People love stories, and the gooier and more heart-rending the better. Few are more likely to send readers running for a box of tissues than the tale of a dedicated, but woefully underpaid teacher who is forced to take a second job, “just to make ends meet.” The teachers unions, especially, are masters at spinning this type of prattle. Practically on a weekly basis the National Education Association trots out some tearful story about a teacher who is a single mom and can’t quite pay the electric bill without getting a second or even third job.
But now we’ve been blessed with a masterpiece. Andrew Biggs, a scholar at the American Enterprise Institute, and Jason Richwine, a D.C.-based public-policy analyst, have written “The Truth about Teacher Pay,” an essay for National Affairs, that unmercifully destroys mountains of teacher union twaddle with data.
Like skilled surgeons performing a delicate operation, they remove metastasizing myths like the “teacher pay gap,” which allegedly leads many educators to take second jobs, as well as other tall tales of woe , including the “teacher shortage,” that “teachers are leaving the field in droves,” that “teachers work more than other professionals,” et al.
Regarding the teacher “pay gap,” Biggs and Richwine take issue with The Economic Policy Institute, an NEA supported group, which claims that teachers’ salaries are 21 percent lower than similar college educated private-sector workers in the U.S. But as Biggs and Richwine explain, the report assumes that “in comparing teachers’ salaries and private-sector pay, educational attainment is a skewed variable because it assumes that quantity of education equals quality of education.”
Clearly that assumption is erroneous. As the Urban Institute’s Matthew Chingos notes, “The fact that teachers with master’s degrees are no more effective in the classroom, on average, than their colleagues without advanced degrees is one of the most consistent findings in education research.” Also a recent report by the National Council on Teacher Quality shows that “Over and over again, research finds that teachers with master’s degrees are rarely more effective than teachers without them.”
Richwine and Biggs also explore some history behind the “teacher shortage” canard. The Learning Institute’s Linda Darling-Hammond is a prime force behind the shortage claim; she predicted an impending shortfall in 2016. Richwine and Biggs point out that this report mirrors one she wrote in 1984. The authors then continue, “From the fall of 1987 through the fall of 2015, the number of public-school students increased by 20%, but the number of public-school teachers increased by 64%. More recently, in the four years leading up to the 2015-16 school year, teacher employment grew by 400,000, even as the number of students barely changed.”
Richwine and Biggs also claim that the union-promulgated tale of the overworked teacher is bogus, explaining that over a full calendar year, including vacations, “teachers work at most 83% as many hours as private-sector professionals.”
The authors also note a bit of forked-tongue talk by the unions and others in the education establishment. One day they will talk about “the vital work that teachers do.” But then they will turn around and say that it is unfair to blame failing schools on teachers as poverty holds kids back. The authors write, “One cannot assert that teachers are nearly powerless to overcome outside obstacles to student learning and simultaneously maintain that teachers require higher salaries for the vital work they do.”
Richwine and Biggs also examine and explode other false narratives including that teaching is more stressful than other jobs, that teachers earn more if they switch professions and that teacher salaries are lower today than in the past, after adjusting for inflation.
But sadly, as Mike Antonucci points out, this stellar report won’t make any difference. “The people on the jury – the media, public and other assorted interested parties – have already decided which story they like best. It’s not the one Biggs and Richwine tell.”
For most people, pure data ain’t sexy. A heart-tugging story is…whether true or not. Pure truth-telling has its limits. For PR people, a golden opportunity awaits.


## EXERCISE INSTRUCTIONS
Each entry should be set down exactly as written, except for any picture it holds.

(Dataset entries)
- - -

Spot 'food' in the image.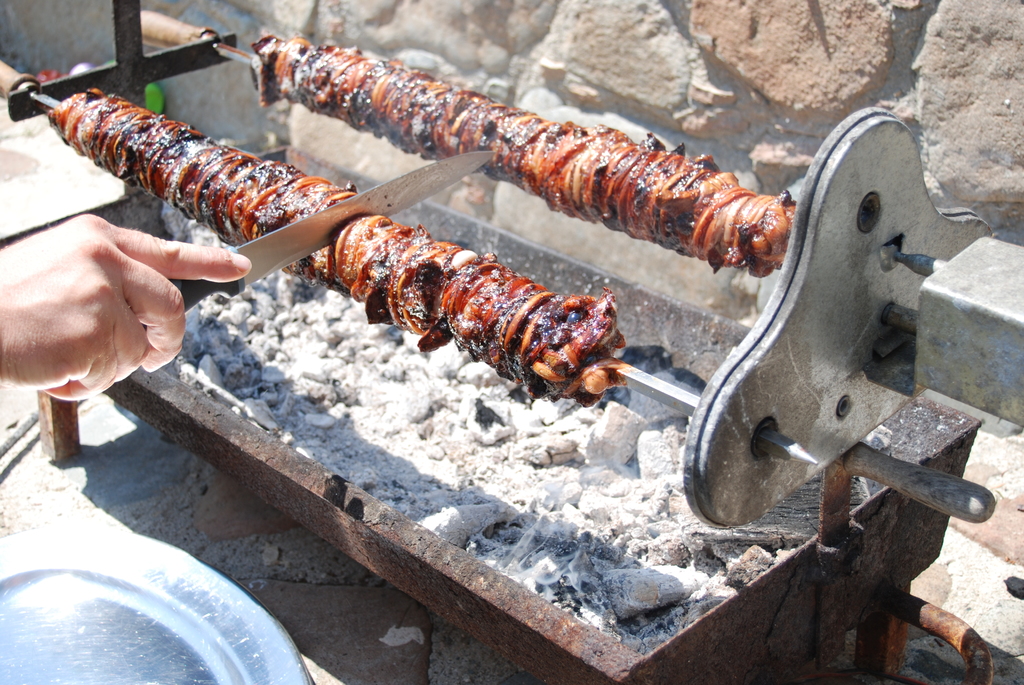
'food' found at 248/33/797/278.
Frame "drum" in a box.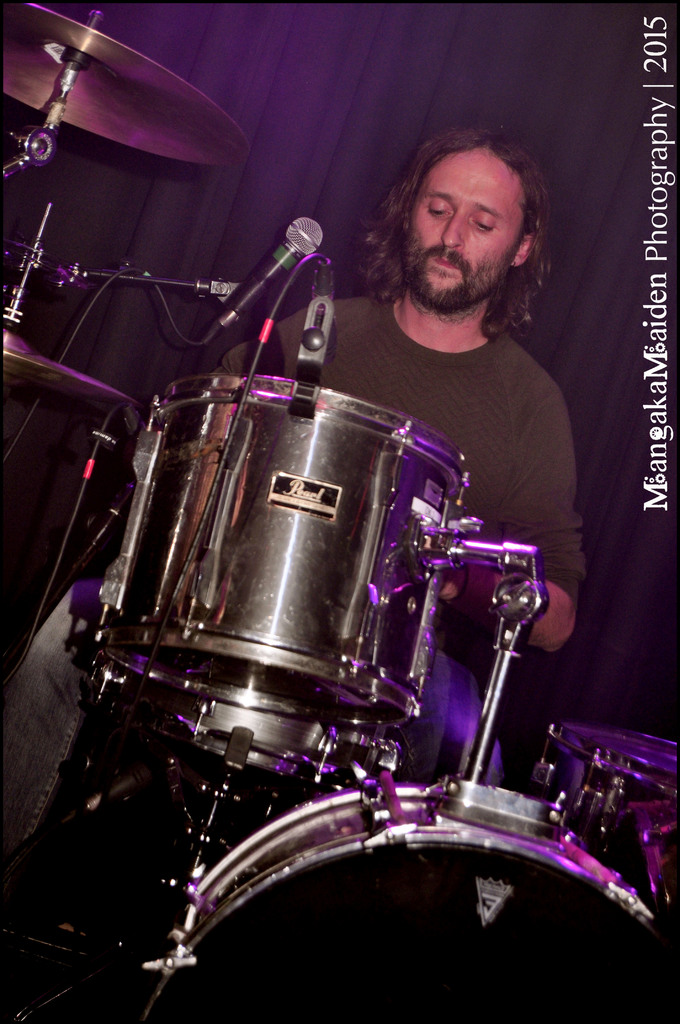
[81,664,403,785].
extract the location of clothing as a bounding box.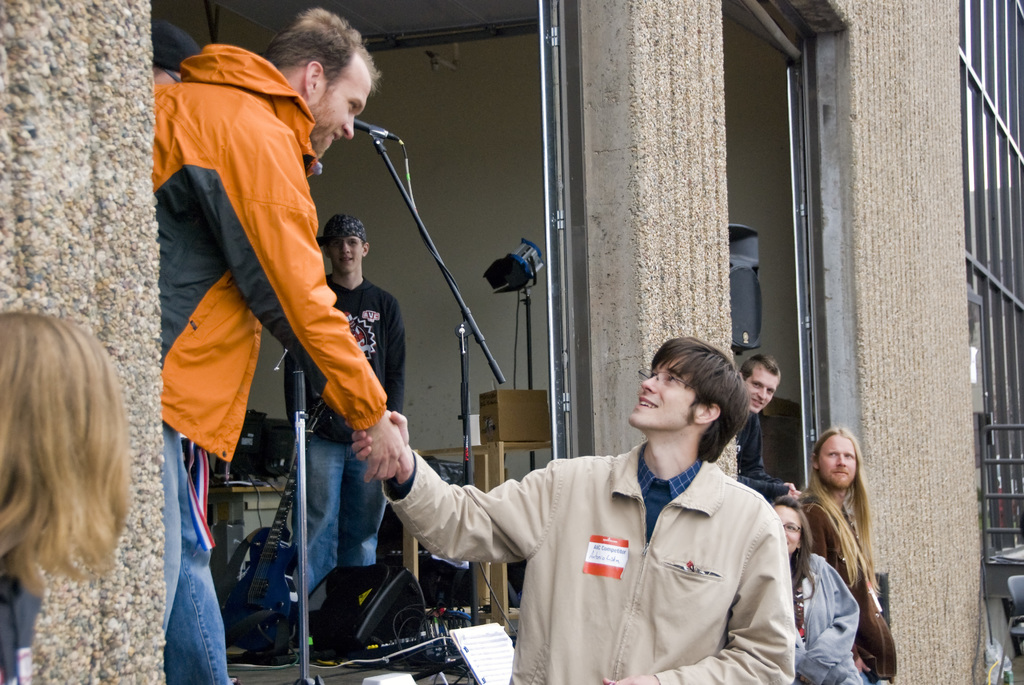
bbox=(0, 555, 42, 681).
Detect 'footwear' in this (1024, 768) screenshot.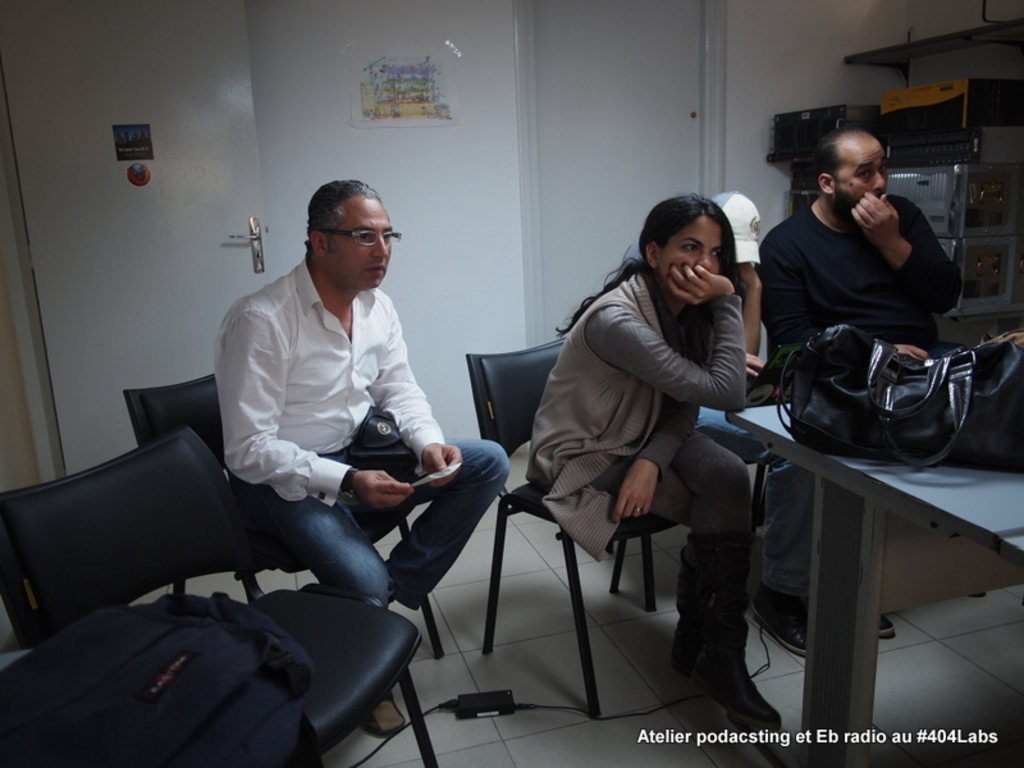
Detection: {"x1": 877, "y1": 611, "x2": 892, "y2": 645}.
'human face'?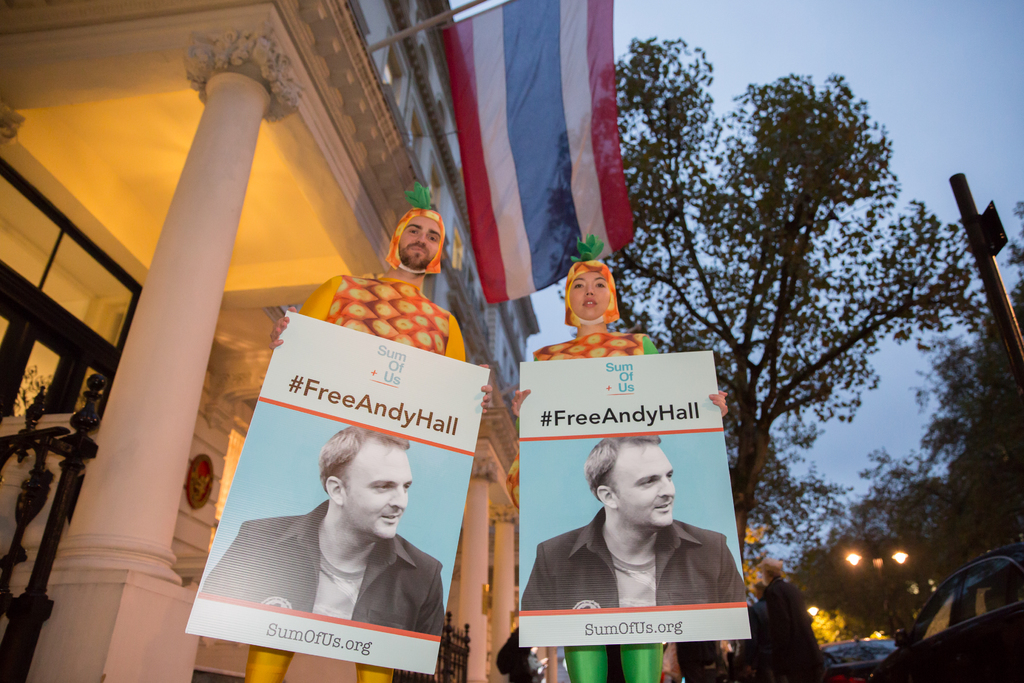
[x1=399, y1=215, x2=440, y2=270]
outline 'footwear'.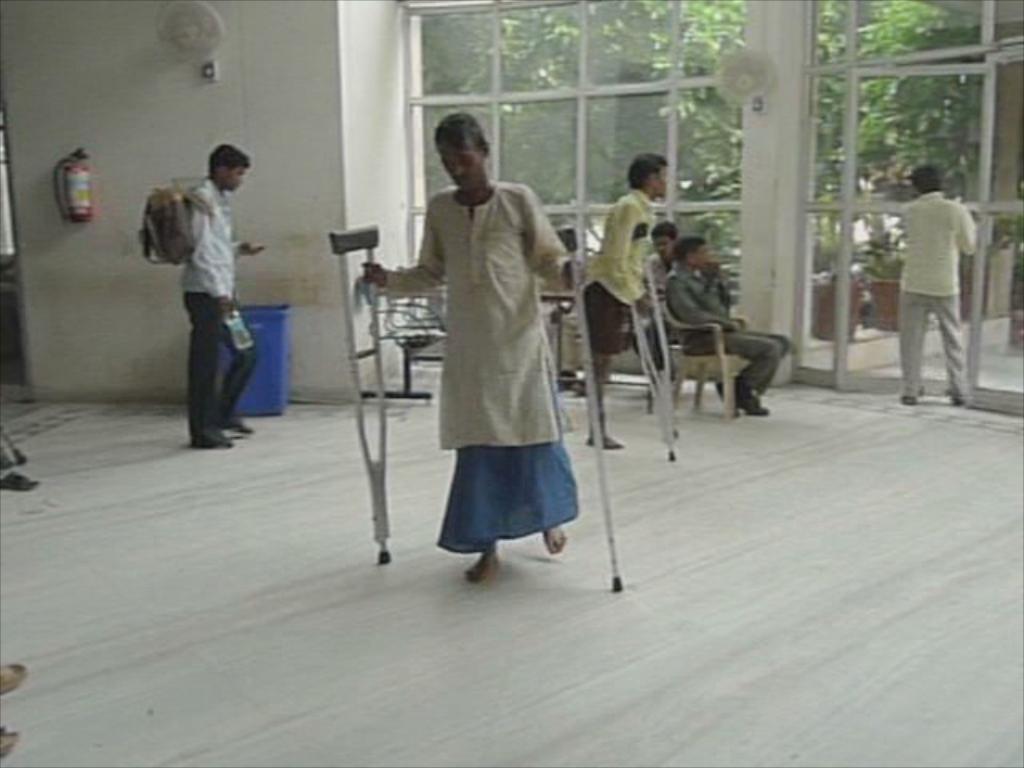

- - -

## ANSWER SPACE
Spot 'food' in the image.
'food' found at 248/33/797/278.
Frame "drum" in a box.
[81,664,403,785].
extract the location of clothing as a bounding box.
bbox=(0, 555, 42, 681).
Detect 'footwear' in this (1024, 768) screenshot.
Detection: {"x1": 877, "y1": 611, "x2": 892, "y2": 645}.
'human face'?
[x1=399, y1=215, x2=440, y2=270]
outline 'footwear'.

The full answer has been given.